The task: Only the pictures are to be left out; set down the rest of the records exactly.

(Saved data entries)
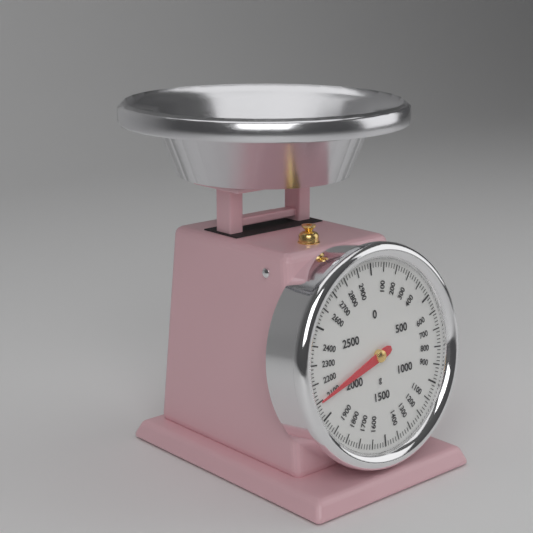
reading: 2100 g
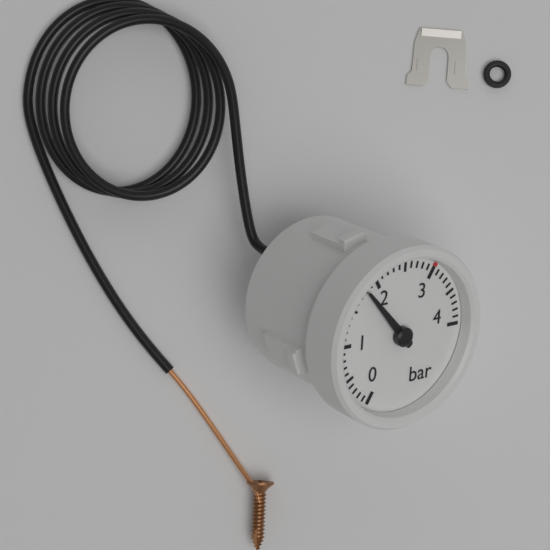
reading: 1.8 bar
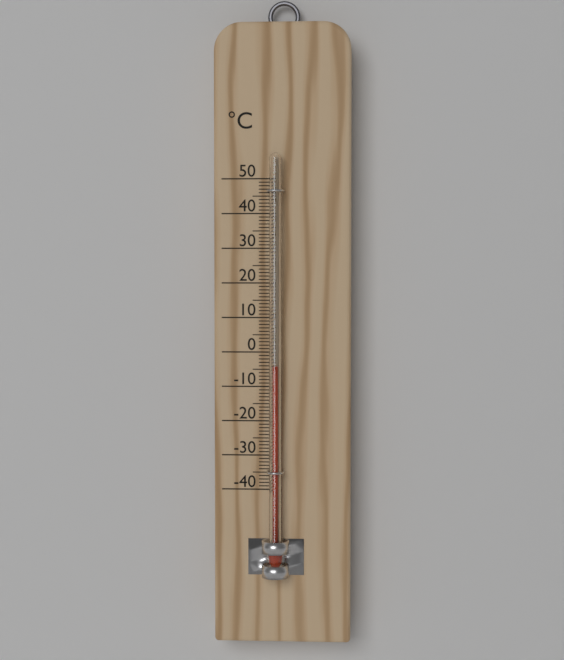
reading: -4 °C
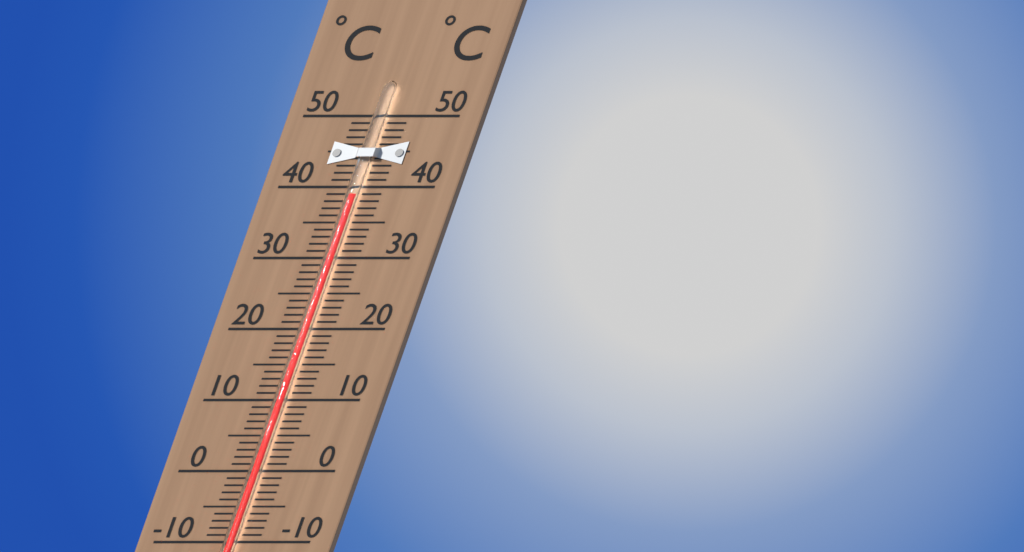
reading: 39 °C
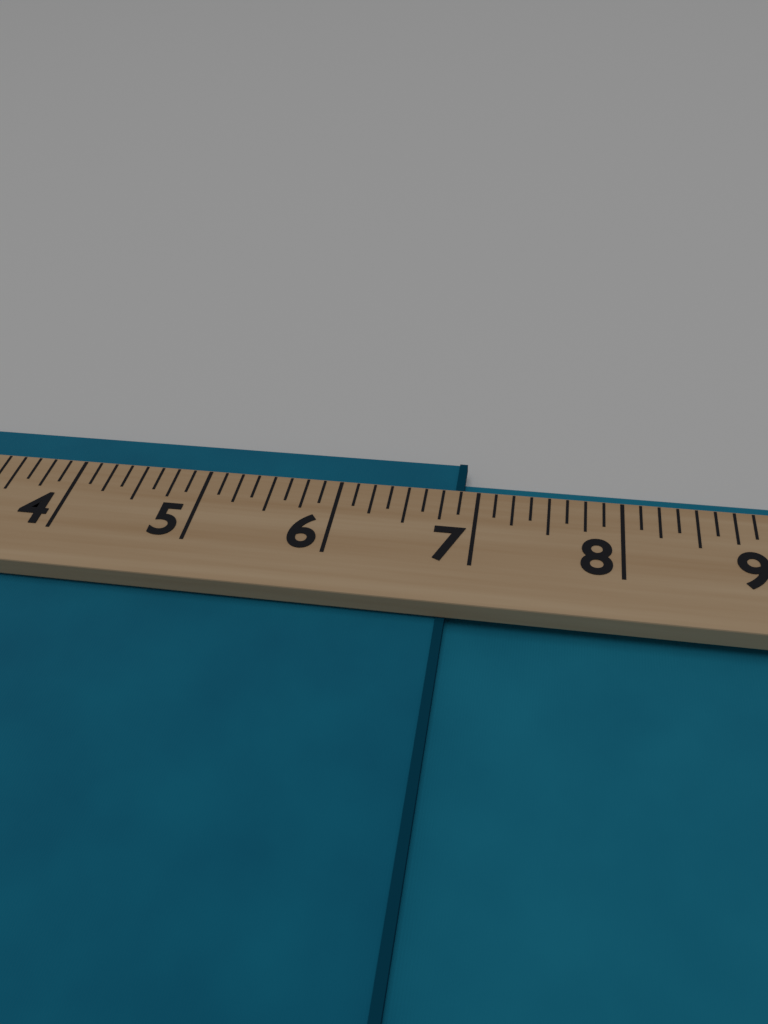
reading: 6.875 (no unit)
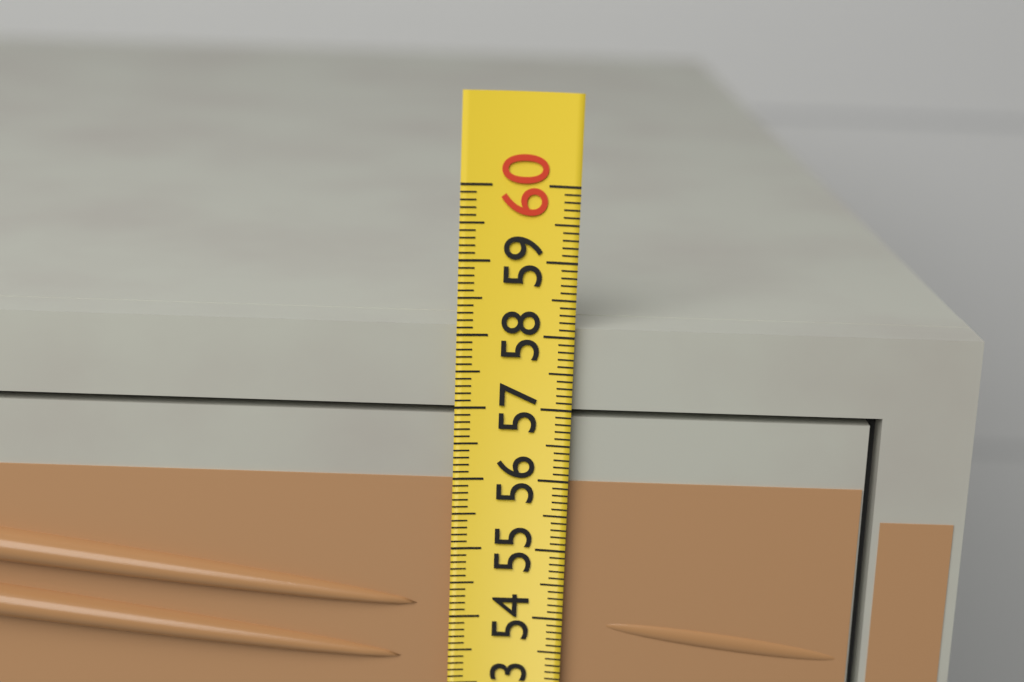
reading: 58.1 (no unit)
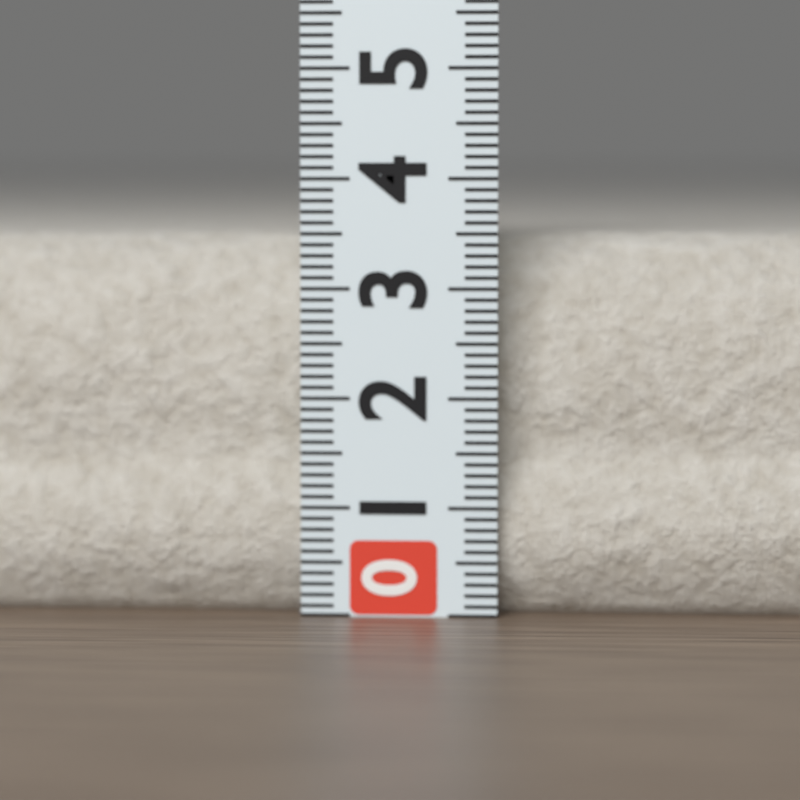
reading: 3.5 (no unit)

Response below:
reading: 2100 g
reading: 1.8 bar
reading: -4 °C
reading: 39 °C
reading: 6.875 (no unit)
reading: 58.1 (no unit)
reading: 3.5 (no unit)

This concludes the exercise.